At any rate, Bashar al-Assad's troops and aircraft are not being deterred by the presence of civilians who may or may not be hostages. The offensive continues, including the bombing. If it follows the same course as the government siege of rebel-held eastern Aleppo in late 2016, the Eastern Ghouta enclave should fall towards the end of this month.
At that point, if the siege of eastern Aleppo is any guide, there will be no massacre of civilians (who will again turn out to be around a quarter of the number claimed to be present during the siege). The remaining fighters will be allowed to surrender and may be transported to some other rebel-held enclave, although those are dwindling in number. And Damascus will be free of bombardment for the first time since 2012.
Sieges of cities are always dreadful events. They involve close-quarters combat in the midst of a civilian population. Street-fighting eats up soldiers' lives faster than any other kind of combat, so the side that has access to massive amounts of firepower (generally the attackers) deploys it ruthlessly to keep its own military casualties down.
In terms of the scale of the bombardment, Eastern Ghouta is no different from Eastern Aleppo – nor indeed from Mosul in northern Iraq, which was retaken from Islamic State forces last year by US-backed Iraqi troops after a brutal, grinding nine-month battle. Indeed, the worst of the three sieges, in terms of civilian casualties, was almost certainly Mosul.
We heard less about civilian casualties in Mosul, however, because most international news providers are based in Western countries that backed that operation, and many of the aircraft doing the bombing were American. (Belgian, British, French, Iranian and Iraqi aircraft were also involved.)
We hear much more about the bombing in Eastern Ghouta because the planes involved belong to the Syrian regime and perhaps to its Russian backers (although Moscow denies that). The reporting is utterly partisan and therefore completely unreliable.
None of this constitutes a defence of the Syrian regime, whose behaviour before and during this civil war has been indefensible. Indeed, there is reason to suspect that the Baathists' decision to release more than a 1000 Islamist radicals from prison when non-violent protests first broke out in 2011 was designed to turn the revolution into a civil war against extremist Sunni "terrorists" that the regime would stand a chance of winning.
That's what happened, in any case, and now, with the help of Russia and Iran, the regime has won. More fighting will not change the outcome; it will merely prolong the agony.
It also carries the risk that there will be a clash between the major foreign powers who now have troops in the country, including Turkey and the United States.
The humanitarian thing to do now would be to negotiate a ceasefire that acknowledged Assad's control of the country but gave refuge to all those who do not wish to live under his rule. That's impossible, however, because nobody wants to accept more Syrian refugees, and especially not the Islamist leaders who now command almost all the rebel forces.
So the war must go on, one bitter step at a time, until all of Syria that is not occupied by American or Turkish forces is back under Damascus's rule. And then, unless they decide to partition Syria, the Americans and the Turks will have to be persuaded to leave.
■ Gwynne Dyer is an independent journalist whose articles are published in 45 countries.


| Exercise details |
For the listing below, give the number of lines that hold the string "Facts", without anything else.

_ _ _ _ _ _ _

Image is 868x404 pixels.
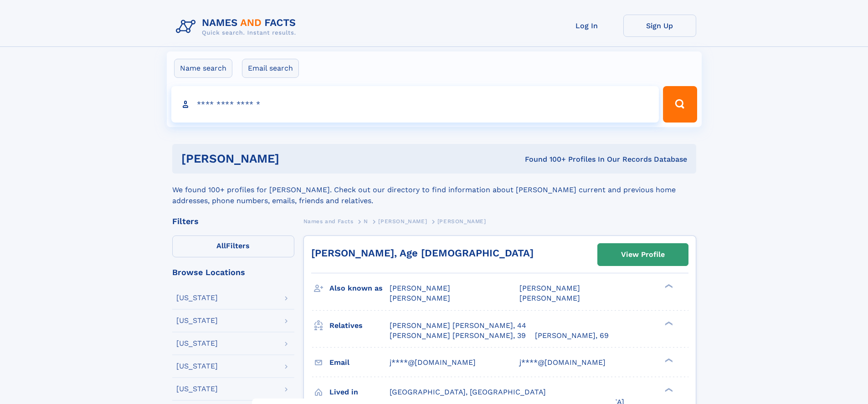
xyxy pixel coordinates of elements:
[378,215,427,227] a: [PERSON_NAME]
[311,248,534,259] a: [PERSON_NAME], Age [DEMOGRAPHIC_DATA]
[177,386,218,393] div: [US_STATE]
[330,318,389,333] h3: Relatives
[364,218,368,225] span: N
[330,281,389,296] h3: Also known as
[550,15,623,37] a: Log In
[519,294,580,303] span: [PERSON_NAME]
[663,87,697,122] button: Search Button
[402,155,688,165] div: Found 100+ Profiles In Our Records Database
[663,283,674,289] div: ❯
[621,244,665,265] div: View Profile
[172,217,295,225] div: Filters
[519,283,580,293] span: [PERSON_NAME]
[623,15,696,37] a: Sign Up
[172,174,696,206] div: We found 100+ profiles for [PERSON_NAME]. Check out our directory to find information about [PERS...
[181,153,402,165] h1: [PERSON_NAME]
[389,330,526,341] a: [PERSON_NAME] [PERSON_NAME], 39
[177,363,218,370] div: [US_STATE]
[172,269,295,276] div: Browse Locations
[364,215,368,227] a: N
[389,294,450,303] span: [PERSON_NAME]
[330,355,389,370] h3: Email
[172,15,304,40] img: Logo Names and Facts
[663,357,674,364] div: ❯
[174,59,232,78] label: Name search
[242,59,299,78] label: Email search
[171,87,659,122] input: search input
[663,320,674,326] div: ❯
[437,218,486,225] span: [PERSON_NAME]
[389,387,546,397] span: [GEOGRAPHIC_DATA], [GEOGRAPHIC_DATA]
[216,241,226,250] span: All
[389,283,450,293] span: [PERSON_NAME]
[177,294,218,302] div: [US_STATE]
[330,385,389,400] h3: Lived in
[177,317,218,324] div: [US_STATE]
[663,387,674,393] div: ❯
[535,330,608,341] a: [PERSON_NAME], 69
[378,218,427,225] span: [PERSON_NAME]
[304,215,353,227] a: Names and Facts
[172,236,295,258] label: Filters
[598,244,689,266] a: View Profile
[389,321,527,330] a: [PERSON_NAME] [PERSON_NAME], 44
[177,340,218,347] div: [US_STATE]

_ _ _ _ _ _ _

| Answer space |
2